Contrary to the opinion of many critics, apparent influences are not the horrid specter they’re often made out to be. It’s the most readily available weapon in a critic’s arsenal to go down the “carbon-copy” avenue. Pressured by deadline? Write up a quickie describing the band via the output of an aforementioned and easily identifiable band from “the golden age”, i.e., the Beatles (and really, isn’t everyone just copying them?). Now, for certain, some bands deserve the “retread” label. There’s no denying the reprocessed yawp of Creed or the not-so-sleight-of-hand produced by Lenny Kravitz. However, for every dummy of the ventriloquist, there is a band that knows how to use a filter. For instance, no one would accuse Green Day of being the world’s most original band, but this argument completely misses the point. They take a stew of Clash riffs, Elvis Costello snarl, and Ramones pop to funnel their own sound. Every good band is a combination of influence plus a special ingredient. Just ask the bevy of blues artists who ran out of loans for rock legends like Led Zeppelin. Quote-unquote stealing is done all the time — it’s just a matter of how talented one becomes at grand theft audio. This sentiment brings us back to Supergrass, a group that’s accumulated its fair share of comparisons to ’70s bands like T-Rex and Pink Floyd. Four albums into their career, Gaz Coombes, Mike Quinn, and Danny Goffey are still performing the balancing act of ghosts in the past with aliens of the future to show us what Life on Other Planets (L.O.O.P.) might be like.

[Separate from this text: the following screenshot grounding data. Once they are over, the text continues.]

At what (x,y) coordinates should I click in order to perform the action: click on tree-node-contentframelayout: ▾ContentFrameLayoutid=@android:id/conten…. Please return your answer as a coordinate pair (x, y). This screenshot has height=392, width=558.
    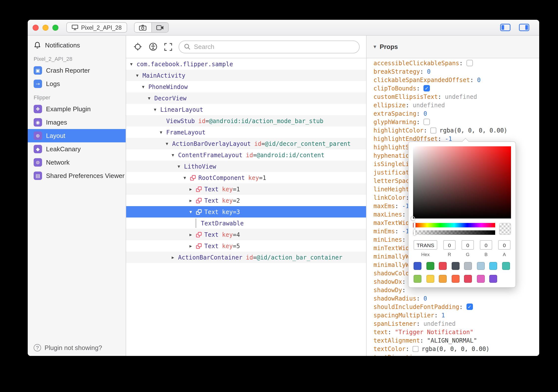
    Looking at the image, I should click on (246, 155).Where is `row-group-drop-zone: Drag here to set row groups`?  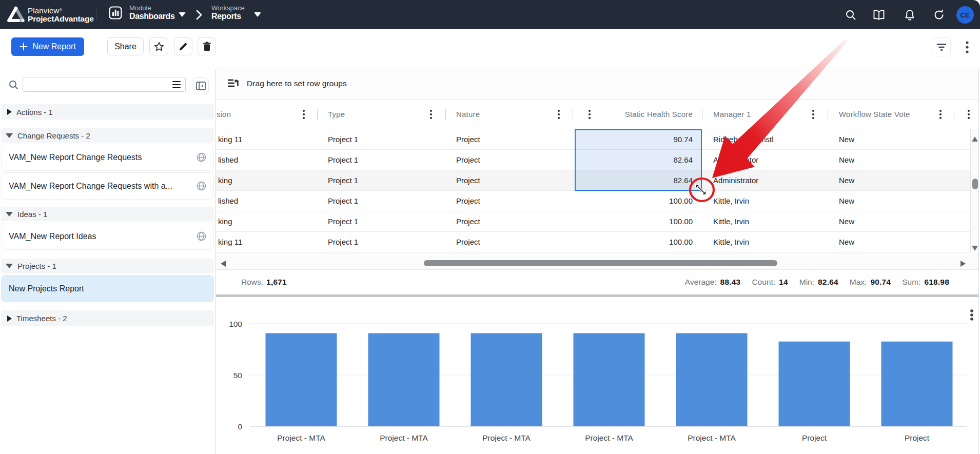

Starting with the space-age carousel of “Za”, Supergrass rocks out of the gate via a David Bowie “Changes” piano loop recharged by an orchestra of feedback and distortion. A mission statement of sorts can be found in the minimalist lyrics (“Face, such a beautiful face / But time waits for no one / So why don’t we get it on”). It’s “eat, drink, and be merry” the Supergrass way, with plenty of catchy rhythms and popular refrains. Like most of their standout material, the sound is an echo of White Album Beatles and solo-era John Lennon. Coombes’ voice captures the reckless delicacy apparent in a song like Lennon’s “Instant Karma”. Think the Beatles playing on the roof of Abbey Road Studios in Mars.

“Rush Hour Soul” kicks with a hammer-on, pull-off guitar line that sounds like a racecar shifting gears. After the rollicking first verse, Supergrass downshifts to create the aura of a “comet’s drift to the sun.” This is a trademark of the band’s arsenal, to ebb and flow between proton charge and airy retreat. It is precisely this ragged roll that makes them so appealing. Supergrass is at its best when the music is a blender without a top (brilliantly displayed on their 1999 self-titled venture). They are the rare band that loses juice when the arrangements are tight and the focus is keen. Unfortunately, too many songs on L.O.O.P. stray from primary strength, producing a surprisingly stolid feel for a group proven to be experts at fun.

First case in point is “Can’t Get Up”, a track that starts out sounding like the Eagles and reforms into the Rolling Stones circa Dirty Work. Drained of abandon, this is your father’s band. The same form is mirrored with “Brecon Beacons”, a song so bad it actually steals a page from the Fixx. These two songs represent Supergrass at their muddled worst. The middle section of the album (tracks four through eight) repeats this bland formula far too often. Perhaps a better producer could have convinced the boys to chop off the rough edges, but Tony Hoffer allows this segment to sound like a demo (especially the throwaway “Never Done Nothing Like That Before”). With only “Evening of the Day” resembling the eclectic soul that makes for a fun listen, one wonders if this record is destined for the “used bin”.

And then like a lightning bolt to a key on a kite comes “Grace”, the best example of Britpop to swim across the pond since “Wonderwall”. Like the classic “Pumping on Your Stereo” (from ’99s Supergrass), “Grace” is everything right with pop — bouncing melody that instantly brightens the fog. This opens the floodgates for “La Song”, which contains a bassline that would make the late great John Entwhistle proud. The trifecta completes with “Prophet 15”, a dream through music that describes random encounters with disparate icons like John Belushi and Joan of Arc. When Coombes lilts that he’s “lost in a cloud”, one can’t help but feel it a good metaphor for Life on Other Planets, an album that can resemble both great heights and sightless gray.